Monday, 26 April 2010
More Palazzo
This weekend we took a tour with our friend and art historian Nancy de C. who has been living in Rome for 35 years. Nancy told us about her father who is now 104 going on 105, he is on his third pacemaker and it has about a year to go before it needs replacement. He apparently asked the doctor what happens if you don't replace it, the doctor said, well it will stop working. Then what says her father, well the doctor adds you would die, well that would not be so bad really, he says. I suppose not, at 105 you really can say that you have seen it all.
Nancy took us to look at the Church of the Holy Apostles on Piazza SS Apostoli which contains the remains of St-Philip and St-James the less. The church was once connected to the Palace of the Colonna family. A wedding was scheduled for 11:30 that morning so we visited first the remains of the Chapel of Cardinal Giovanni Bessarione who was a Byzantine Orthodox prelate who came to Rome in 1437 with 50 large cases containing rare manuscripts and other works from Constantinople, he gave all of it to the City State of Venice on his death and they remain to this day in a great library, testament to the once great Christian city of Constantinople before it fell to the Ottoman Turks. This small area was recently rediscovered, the chapel was badly damaged during the sack of Rome by Emperor Charles V in 1527 and then floods from the Tiber did further damage. In 1959 while doing some repairs to the main building the historians came upon marvelous frescoes showing St-Hubert at Mont Saint Michel and other fresco of the history of the Archangel Michael in Puglia. Bessarione spent his life trying to convince the Kings and Princes of Europe to come to the rescue of Constantinople to save the city from the Turkish menace, but no one was interested, the 100 years war was on and everyone was much more concerned with petty politics. In 1438, he converted to the Catholic rite and instantly became a Cardinal of the Roman Catholic Church.
The church of S.S. Apostoli also has many tombs of Cardinals and Princes and of Pope Clement XIV and of Queen Maria Clementina Sobieska, Catholic Queen of England, grand daughter of King Jan Sobieski III of Poland, she was the mother of Bonnie Prince Charlie of Scotland and wife of James I of Scotland. She lived most of her life in exile with her husband. She died young at 32 suffering from anorexia which was confused for religious fervor, she was apparently a manic depressive and given to bouts of religious ecstasy. While we were visiting the Church, the organist was practicing for the wedding, the music was splendid and added to the solemn magnificence of the Church.
We then went next door to the Palace of the Colonna Family, one of the great families of Rome, they are related to Royal families of Spain, Austria and Italy. They open the great gallery of their palace to the public on Saturday morning only from 9 am to 1pm. The Colonna have lived in Rome for at least 700 years and their Palace took 400 years to build on the site of the great temple of Serapis at the foot of the Quirinal Hill. Most of the magnificent marble columns and colored marble floors come from that ancient temple. Their claim to fame came from the naval battle of Lepanto when the Admiral of the fleet of the City State of Venice, Prince MarcAntonio Colonna (pictured above) defeated the Turkish navy on 7 October 1571.
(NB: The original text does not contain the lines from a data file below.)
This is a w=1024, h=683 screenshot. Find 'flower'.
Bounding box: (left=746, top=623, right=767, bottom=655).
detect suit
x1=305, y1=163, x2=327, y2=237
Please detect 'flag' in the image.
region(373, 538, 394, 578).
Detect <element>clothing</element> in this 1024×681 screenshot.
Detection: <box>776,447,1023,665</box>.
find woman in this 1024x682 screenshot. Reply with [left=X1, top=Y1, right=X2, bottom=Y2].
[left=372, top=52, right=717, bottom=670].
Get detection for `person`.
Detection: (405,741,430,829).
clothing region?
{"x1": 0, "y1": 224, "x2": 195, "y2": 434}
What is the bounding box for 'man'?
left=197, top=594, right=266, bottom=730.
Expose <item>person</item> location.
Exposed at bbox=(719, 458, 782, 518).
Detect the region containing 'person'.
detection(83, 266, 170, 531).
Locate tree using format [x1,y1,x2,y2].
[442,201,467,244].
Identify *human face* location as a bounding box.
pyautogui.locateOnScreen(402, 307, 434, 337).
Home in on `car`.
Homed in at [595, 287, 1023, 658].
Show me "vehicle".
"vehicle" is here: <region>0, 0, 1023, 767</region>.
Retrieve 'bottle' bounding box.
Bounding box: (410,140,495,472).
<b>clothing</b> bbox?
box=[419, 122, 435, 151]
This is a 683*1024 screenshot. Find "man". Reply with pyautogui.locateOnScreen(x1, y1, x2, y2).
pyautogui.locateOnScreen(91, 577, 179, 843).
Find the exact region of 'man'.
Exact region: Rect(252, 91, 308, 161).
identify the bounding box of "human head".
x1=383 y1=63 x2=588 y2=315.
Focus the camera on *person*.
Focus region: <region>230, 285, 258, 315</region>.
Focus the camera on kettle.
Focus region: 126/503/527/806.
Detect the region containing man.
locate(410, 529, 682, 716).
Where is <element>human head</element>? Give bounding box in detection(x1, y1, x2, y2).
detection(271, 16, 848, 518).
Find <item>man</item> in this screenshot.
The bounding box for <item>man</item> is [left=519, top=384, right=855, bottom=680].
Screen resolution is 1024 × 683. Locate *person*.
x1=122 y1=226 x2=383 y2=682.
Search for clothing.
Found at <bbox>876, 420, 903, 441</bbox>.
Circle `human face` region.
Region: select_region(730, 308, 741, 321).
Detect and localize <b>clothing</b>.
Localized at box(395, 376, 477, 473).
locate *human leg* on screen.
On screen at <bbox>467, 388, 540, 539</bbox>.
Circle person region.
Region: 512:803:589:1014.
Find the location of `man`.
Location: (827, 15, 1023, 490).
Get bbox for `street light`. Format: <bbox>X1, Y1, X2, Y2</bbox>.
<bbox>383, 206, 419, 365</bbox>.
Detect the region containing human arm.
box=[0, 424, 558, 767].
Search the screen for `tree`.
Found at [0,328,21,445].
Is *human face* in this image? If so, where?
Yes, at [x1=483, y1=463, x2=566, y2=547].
The great gallery celebrates the victory of MarcAntonio, the ceiling is painted with great frescos commemorating the Colonna family, it is not modest. At one end you see a scene in Heaven, as MarcAntonio dressed like a Roman General is being led by the hand by a very naked and muscular Hercules to be introduced to the Queen of Heaven, the Virgin Mary who points to a chair on a cloud next to her for MarcAntonio to sit. Other figures in the fresco are Gods of the Roman pantheon mixed in with angels and cherubs. Another fresco shows Christ resurrected ascending into Heaven on judgement day and below the dead rising from their graves being helped by angels. If you look closely you see that all the elected to enter Heaven with Christ are non other than the Colonna family. To make sure you got the message of this painting, note that the Cross of Christ stands in Heaven next to the symbol of the Colonna family, a column. Then another fresco of Pope Martin V, Colonna in ecstasy during the moment of consecration of the Mass, God the Father himself appears to him.
The Colonna Palace is truly beautiful with its great gardens, the Colonna family still lives there, it has been restored by the Italian State at tax payers expense, so great is the importance of the family in Roman and Vatican history.
After the visit we went for lunch on Piazza Skanderbeg, named after the great Albanian hero who also lived for a time in Rome before leading a doomed revolt in Albania against the Turkish Sultan. We had the most delicious Artichoke lasagna in bechamel sauce and my favorite ice cream discovery this week, toasted Almonds and orange ice cream with real almonds and tiny bits of orange.